Money is complicated…

bigsley
3 min readJan 19, 2021

I work at Google, so I make a decent (for the Bay Area) amount of money. I have extremely complicated feelings around it, for various ethical and personal reasons. I struggle with questions around it constantly, but I think that one thing that’s true is that we should talk about it more openly, even if it’s complicated or difficult or vulnerable.

I could work less and make less. But, one of the things I feel called to do in the world is to build a home. A home for old dogs and for wandering folks and for kind souls who need escape. A home I hope for children of all people, a home to hold and grow and spread love. I don’t own my house and I do not believe a house is a home. I think that property ownership is problematic, which is not to say it is not possible to do it in genuine love for others and yourself, but I believe that it is hard and not all who rise to the occasion meet it. I’m not sure that I can at this time.
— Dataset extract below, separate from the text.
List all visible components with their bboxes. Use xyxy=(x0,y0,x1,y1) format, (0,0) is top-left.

At this point I am working harder to attain higher levels at Google (Google has levels). I am trying to gain these higher levels in order to garner resources inside of Google to the end of building infrastructure for cross-language sharing of wisdom and deep knowledge. Although getting to higher levels means more $$$ I am being careful about how much I save and that I am doing so with intention. For instance, I have donated enough that I have saved minimally, during the COVID crisis — I believe that my money is better off in the community and I try to donate to local causes which provide the material basis of dignified life to those in nearby communities. I do not believe that it is wrong to send our money broadly, but I do believe that it can be harder to know what the effect of our money is in those cases (and even to know if it does harm).
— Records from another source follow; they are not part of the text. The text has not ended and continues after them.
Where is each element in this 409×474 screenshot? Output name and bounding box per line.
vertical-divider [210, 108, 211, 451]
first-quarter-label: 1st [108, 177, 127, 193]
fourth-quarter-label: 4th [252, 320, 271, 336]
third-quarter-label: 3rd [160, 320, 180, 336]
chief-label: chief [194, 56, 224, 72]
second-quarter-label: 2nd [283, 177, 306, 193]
I am not looking forward to making more money — I view money as a great responsibility. It is hard to not be judgmental to those who I know who have significant money and do not treat it as an obligation to do good for those they love (and to love as broadly as possible). I truly believe that “it is easier for a camel to go through the eye of a needle than for a rich man to enter the kingdom of God.” I believe that the material basis of our reality is mediated by a system of capitalism which is fundamentally oppressive, and to participate passively in that system by over-consuming is to participate in oppression. This does not mean that I am perfect in this regard, but I think about it often, and I am trying to grow. It is not easy (and this isn’t a complaint obviously) to figure out how to use money justly and I judge myself harshly for what I do with it.

I believe that humans accrue a tremendous karmic debt on earth — that all that we do involves consumption of resources, life, and order. We spread chaos through our very being in reality. I believe that the foundation of ethics must be based in an understanding of this consumption and a strategic investment of our time and energy into creating enough good (however one defines it: beauty, harmony, love, etc…). This must begin with the self and must continue to touch all aspects of life. To me, this ethical obligation isn’t guided by some sort of sword of Judgement (though I do believe that the Universe is Just and that this Justice must be respected), but by the recognition that following our ethical obligations is in accord with our lives at all levels. An ethical understanding is just to say: if you do this, there will be Bad, but if you do that, it will be Good. And maybe those understandings of Bad and Good are off, and we work to refine them in accord with a deeper and vaster intuition which can’t be written of, in words.